Letona sent me the disc last year, but I didn't get a chance to listen carefully to it until recently. The record contains 14 pieces, most of them character or genre works such as eight of the composer's Danzas Cubanas, three caprichos and a nocturno. There's also that three-movement sonata I mentioned earlier and a Fantasia española.

On the whole, I found this to be an attractive and diverting recital. Touzet's background as a popular musician shows throughout: All of these pieces essentially are in song form. He has a gift for elegant, memorable melodies, and he is deft at marrying classical styles to commercial and folk dance rhythms. He tends to structure his pieces with the same dramatic arc, ending in big chords and plenty of romantic wash.

Sometimes, the effect is pure salon (Apasionada), but at others, all those elements — jazz, Latin dance, 19th-century pianism, popular song — coalesce into something else. The slow movement of the sonata, for instance, begins with a melody very close to Schumann, and he takes it through some tasteful territory after that. Had he written more music along these lines, he might have developed in some deeper directions.

As it is, the composer he most reminds me of is a jazzier Louis Moreau Gottschalk, although from a more authentic native vantage point than Gottschalk the tourist. He shares with his older contemporary a straightforwardness about presenting Latin American folk styles in a traditional piano format, and then decorating his tunes with Lisztian filigree.
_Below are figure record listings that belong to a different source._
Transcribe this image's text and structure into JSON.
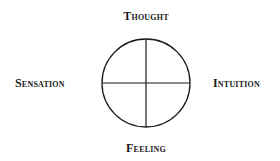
{
  "diagram": {
    "type": "four-function-compass",
    "labels": {
      "top": "Thought",
      "left": "Sensation",
      "right": "Intuition",
      "bottom": "Feeling"
    },
    "circle": {
      "cx": 146,
      "cy": 83,
      "r": 44,
      "stroke": "#1a1a1a"
    }
  }
}
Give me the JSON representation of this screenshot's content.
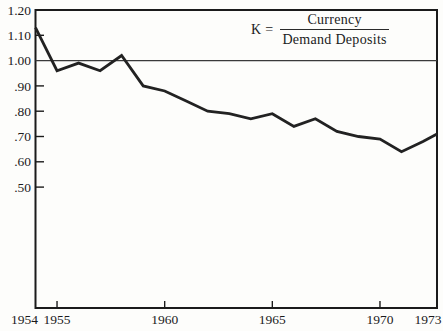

But there is still plenty of fresh, interesting music here. Touzet wasn't aiming for the empyrean, but the modest landscape he did sketch is worth visiting. An ambitious pianist looking for some unusual repertoire to spice up a recital might want to explore some of the better pieces here for encore purposes: Cascabel, a charming evocation of carnival bells; La Trece, a clever little dance with a tricky left-hand part, interesting harmonies, and a very brief 1940s pop middle section (I think this is the piece we see in the background of the Web site home page); Siempre en Clave, with its ascending fifths and constant syncopations. And the Sonata Romantica has at some moments a restrained classicism that works very well with Touzet's songwriterly orientation.

Letona plays this music with power, passion and impressive technique. None of the dance rhythms hold any terrors for her, and she makes a persuasive argument for Touzet as a writer of tasty, sauve miniatures that enterprising players and listeners could do well to investigate.